Riggan Looks at Institutions That Shape Emerging Nations

By Purnell T. Cropper | February 23, 2010

Dr. Jennifer A. Riggan, Assistant Professor of International Studies, chaired a panel that looked at institutions that help emerging nation-states transition from concept to reality and the role of new ethnographic research methods in international studies on Friday, Feb. 19, at the International Studies Association conference. Her panel was titled “Intimate Institutions, Everyday Encounters and Imaginaries of Power: Contributions from the Ethnography of the State to International Studies.”

“Political ethnographers are increasingly exploring how states are reified (turned from concept into reality) through complex global, national and local imaginaries,” Riggan says in the panel abstract. “This imagined state becomes tangible through everyday encounters in intimate institutions that are ideally examined through ethnographic methods. The increased ethnographic interest in the state is paralleled by a shift in International Studies toward perspectives that deconstruct the norms and worldviews that have long shaped understandings of international politics. These approaches necessitate consideration of research methodologies that allow for subjective exploration of life worlds, processes of meaning making, and the infusion of power relations in both. Rethinking methodologies is thus an essential component of thinking about how we study political phenomena, particularly as it relates to the relationship between theory and practice.”

For the panel, Riggan presented a paper on “The Intimate State: Eritrean Teachers Navigating the Carcereal Nation.” Eritrea is a nation in Eastern Africa with coastline along the Red Sea, between Djibouti and Sudan. Eritrea became independent from Ethiopia effectively in 1991 and officially in 1993.

In her paper, Riggan looks at how teachers are playing a societal role in shaping this emerging nation. “This ethnographic study suggests that by dissecting the state, its institutions and the actors charged with its production, we see that states are embedded in and deeply intertwined with societies,” she says. Her paper examines the Eritrean state as constituted through intimate relationships between teachers, communities and students, and argues that the imaginary of the nation-state is subsequently reproduced and altered.

“A country in which emigration and movement within the country are severely limited and citizen lives are highly militarized and regimented, Eritrea is governed through the carcereal logics of spatial, temporal and bodily discipline and constant surveillance,” Riggan adds. “Schools have been incorporated into this biopolitical, militarized nation-making project. Teachers, however, produce an alternative to the ‘prison state’ through relationships that are intimate rather than biopolitical. This intimate state is encapsulated in the space of the school, but draws on and develops social relationships, roles and hierarchies that extend beyond the school walls. It draws on tropes of familial relations, positioning teachers as authority figures who link home, classroom and nation. Through this intimate state, students are socialized as an ‘educated elite’—an identity that carries with it particular notions of ‘civilization’ and ‘development’ that in turn allow them to reimagine the nation.”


## What to work on
Only the text of the records below belongs in the answer, copied exactly, with pictures omitted.

## Material supplied
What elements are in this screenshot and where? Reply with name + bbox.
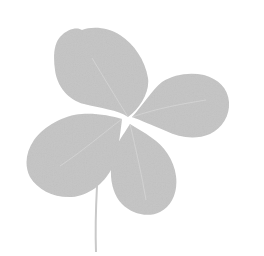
- leaf-bottom-right: [111, 124, 176, 215]
- clover-illustration: [0, 0, 264, 256]
- stem: [96, 186, 97, 252]
- clover-photo: Grayscale photograph of a four-leaf clov…: [0, 0, 264, 256]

## Task solution
What elements are in this screenshot and where? Reply with name + bbox.
- leaf-bottom-right: [111, 124, 176, 215]
- clover-illustration: [0, 0, 264, 256]
- stem: [96, 186, 97, 252]
- clover-photo: Grayscale photograph of a four-leaf clov…: [0, 0, 264, 256]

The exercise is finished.